If you feel that talking to someone about your experience would be helpful, reach out for therapy or spiritual counsel. It’s important to find someone who won’t shame you for deciding to use psychedelics, but spiritual counsel can really take whatever form feels most comfortable to you—you can talk to a trusted religious figure in your life or to a friend or mentor. If you’ve participated in a ceremony with a shaman, go to them with any questions, strong feelings, fears, or concerns that may have arisen during your experience. In my personal experience with ayahuasca, shamans will perform healing practices that include chanting and working with essential oils for someone who’s had a difficult experience.    

If you’re interested in doing body or energy work that uses a holistic approach (meaning it takes the health and well-being of a person as a balance between body, mind, and soul), visit a local acupuncture clinic, reiki practitioner, or attend a spiritually-minded yoga class. If you want help processing negative energies from a bad experience, there are psychics who offer energy work to help people integrate a psychedelic experience. If you seek spiritual counsel or body work from someone, bring any possibly helpful insights or questions that have cropped up during meditation or writing practices to make the most of any conversation or session.

You can also visit this MAPS article for a more comprehensive list of resources for psychedelic integration that can help you with a difficult experience or enhance your spiritual development practices.

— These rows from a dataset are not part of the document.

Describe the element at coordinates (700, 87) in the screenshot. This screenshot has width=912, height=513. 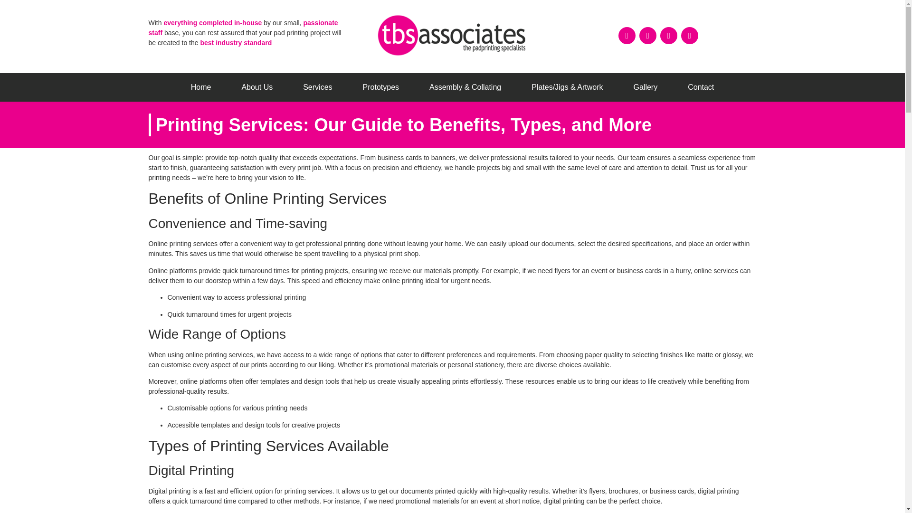
I see `Contact` at that location.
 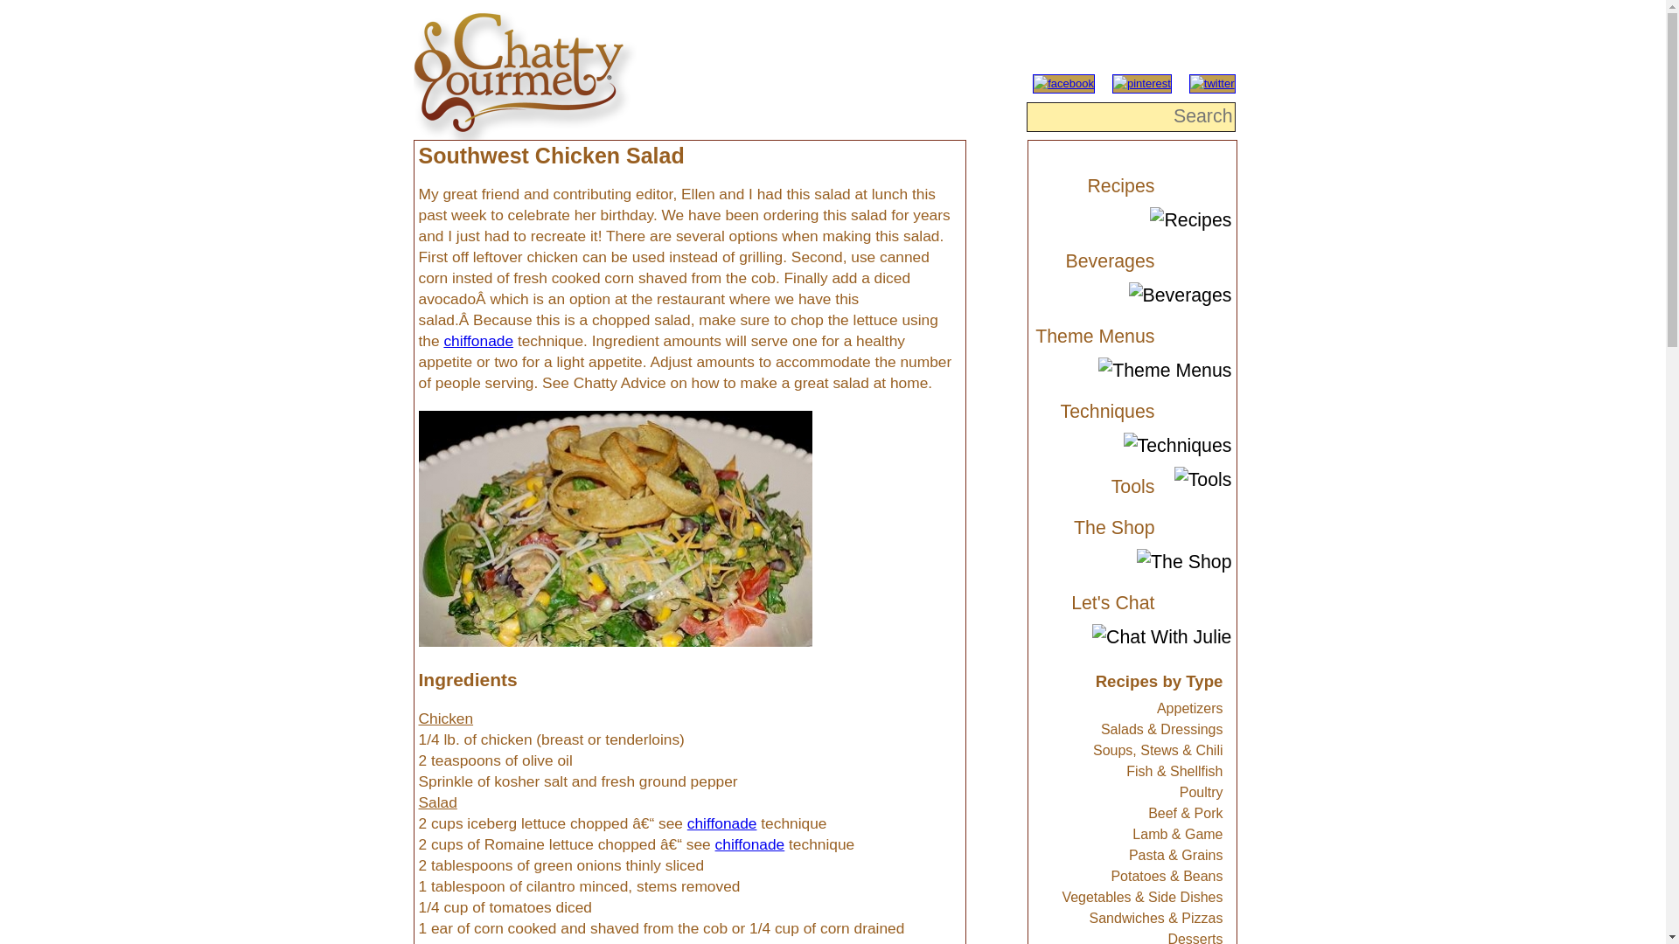 I want to click on chiffonade, so click(x=477, y=341).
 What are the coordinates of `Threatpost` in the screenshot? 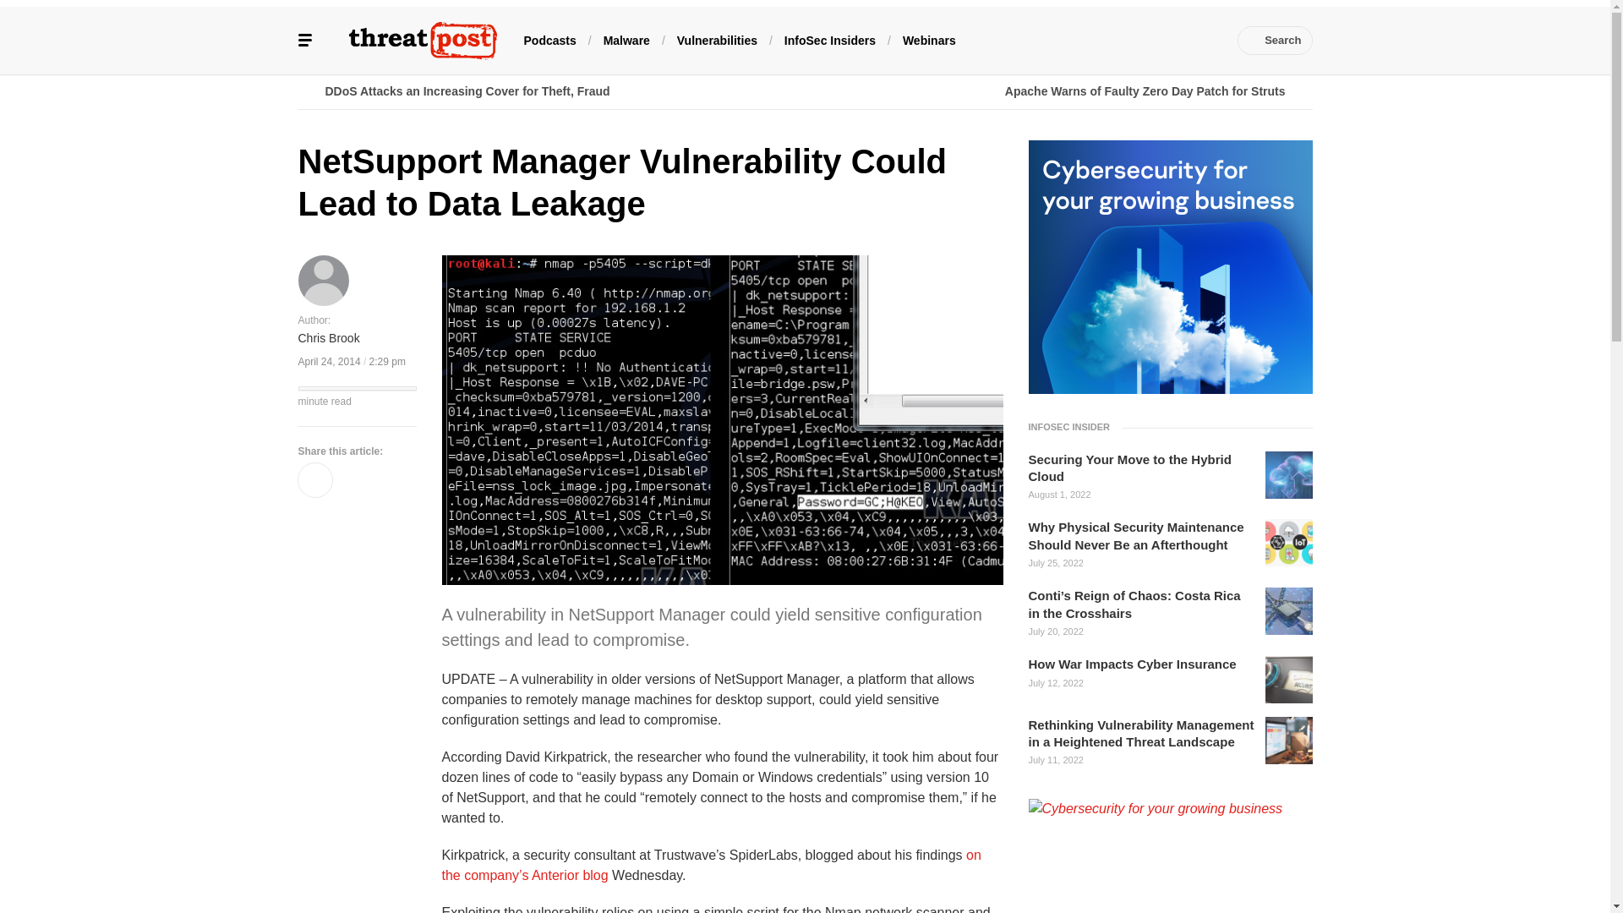 It's located at (423, 41).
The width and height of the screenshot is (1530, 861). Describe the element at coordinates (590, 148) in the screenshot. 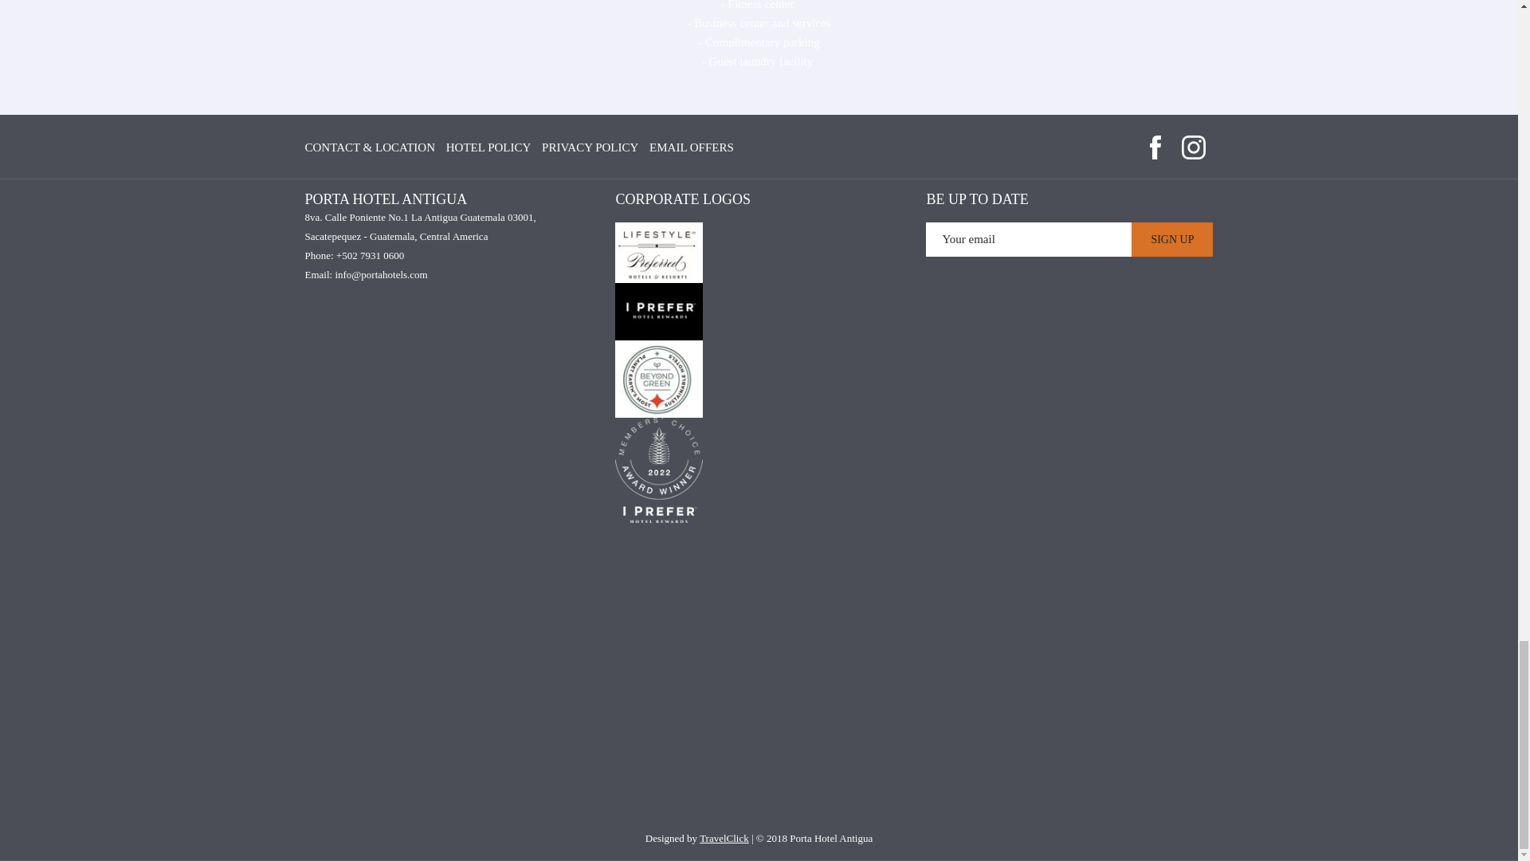

I see `PRIVACY POLICY` at that location.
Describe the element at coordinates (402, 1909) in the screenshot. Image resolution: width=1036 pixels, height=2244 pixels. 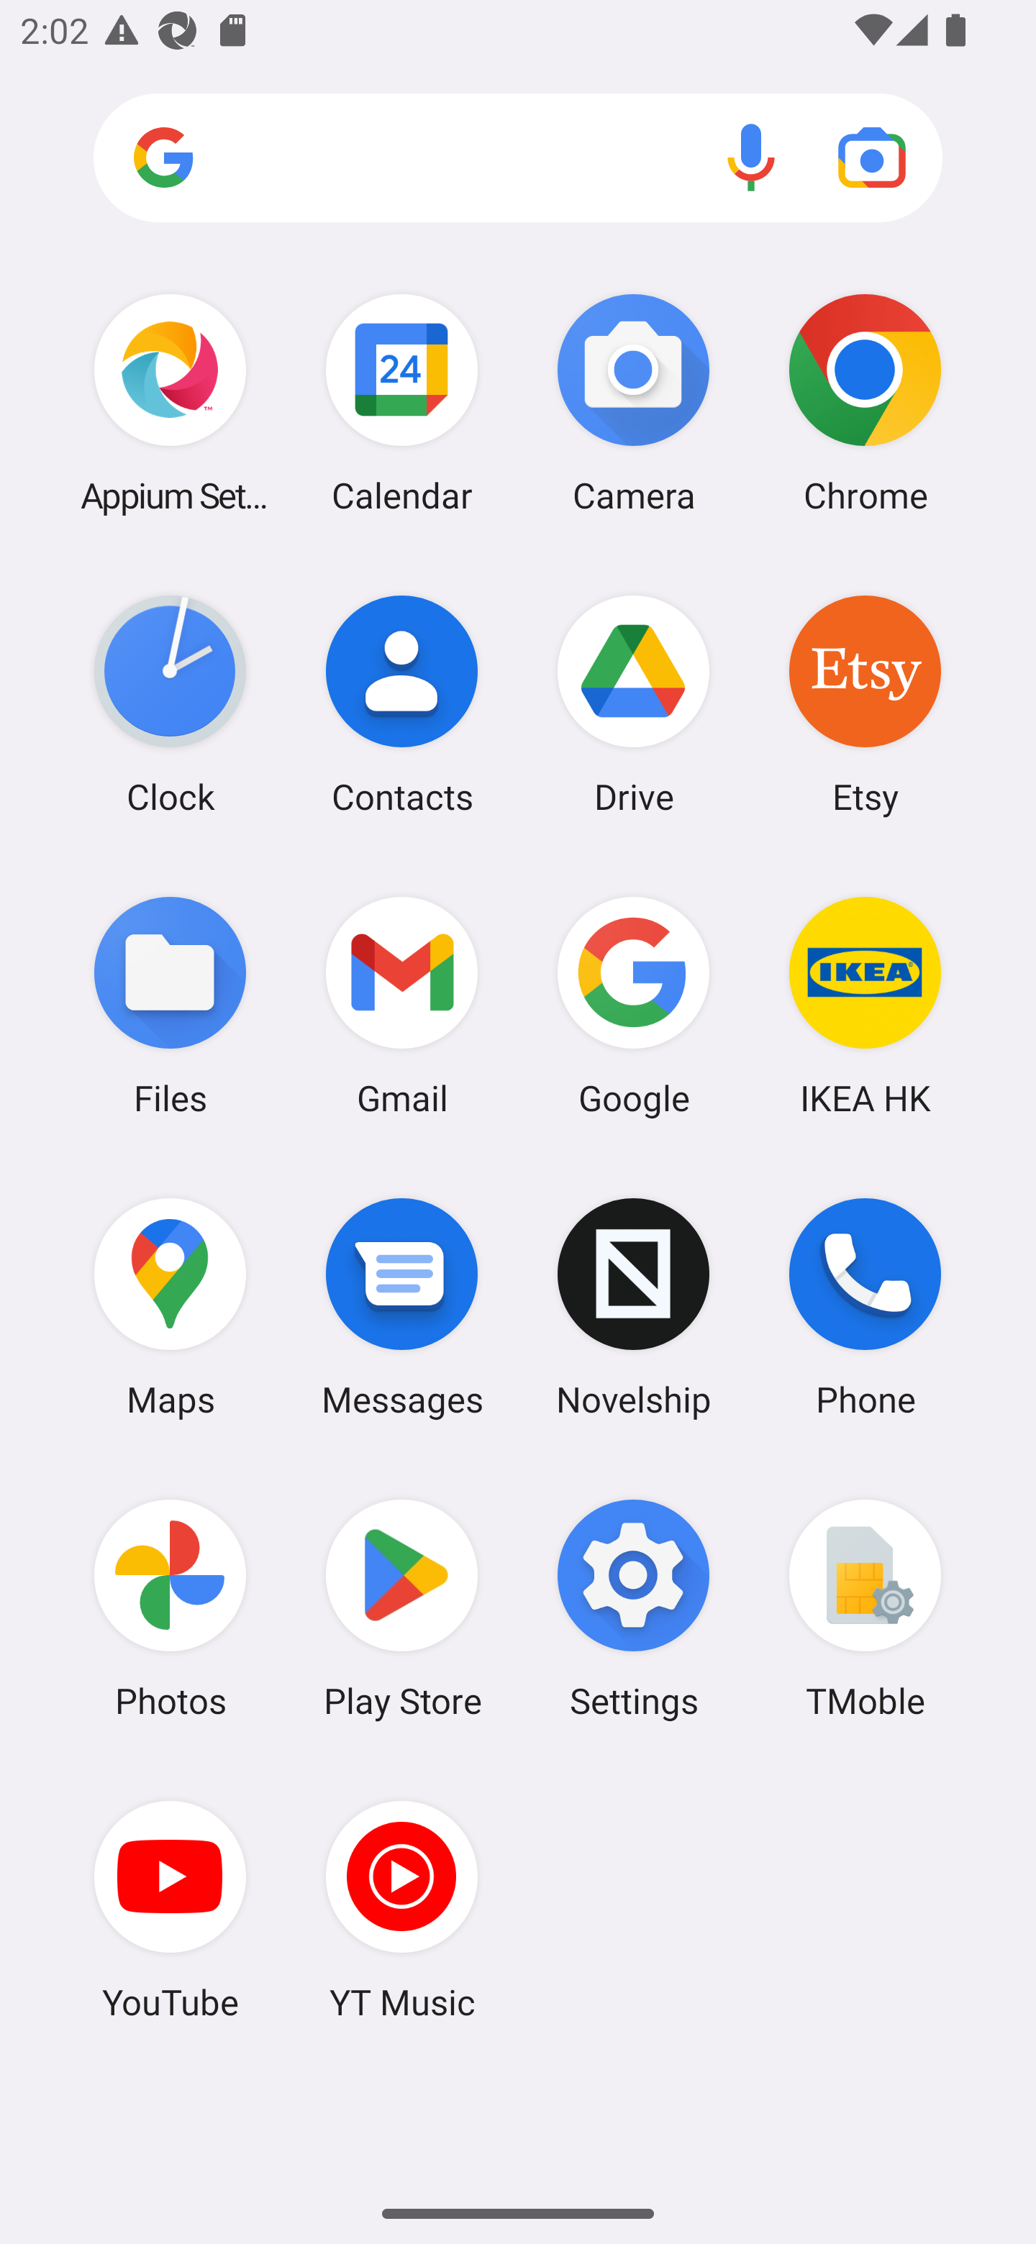
I see `YT Music` at that location.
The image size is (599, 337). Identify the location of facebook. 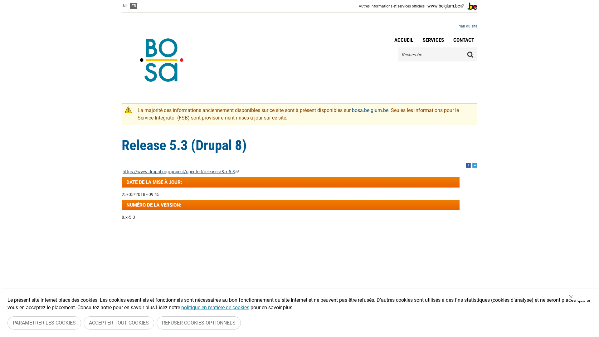
(468, 165).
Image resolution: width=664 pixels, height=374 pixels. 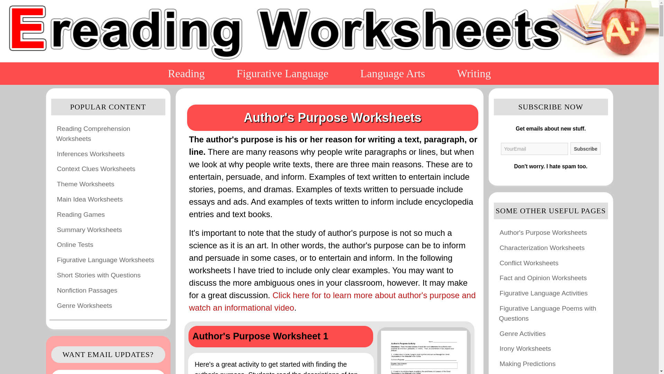 What do you see at coordinates (81, 214) in the screenshot?
I see `Reading Games` at bounding box center [81, 214].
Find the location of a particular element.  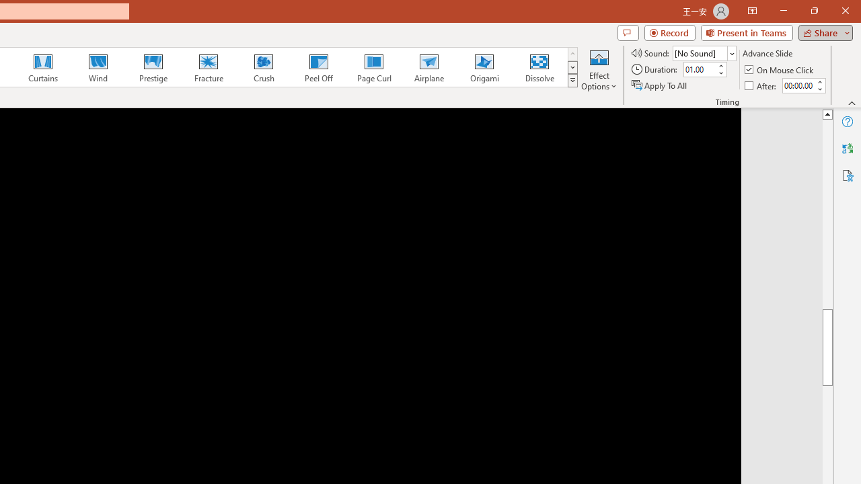

Effect Options is located at coordinates (598, 69).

The Importance of Integration

Philosopher, meditation practitioner, and Eastern philosophy advocate Alan Watts is famous for saying of psychedelics, “Once you get the message, hang up the telephone.” Psychedelics can provide you profound and important understanding, yes, but that they can only take you so far toward any interpersonal understanding (and can be dangerous if you go too far). It’s after you hang up the psychedelic “telephone” that the real work of personal and spiritual development begins.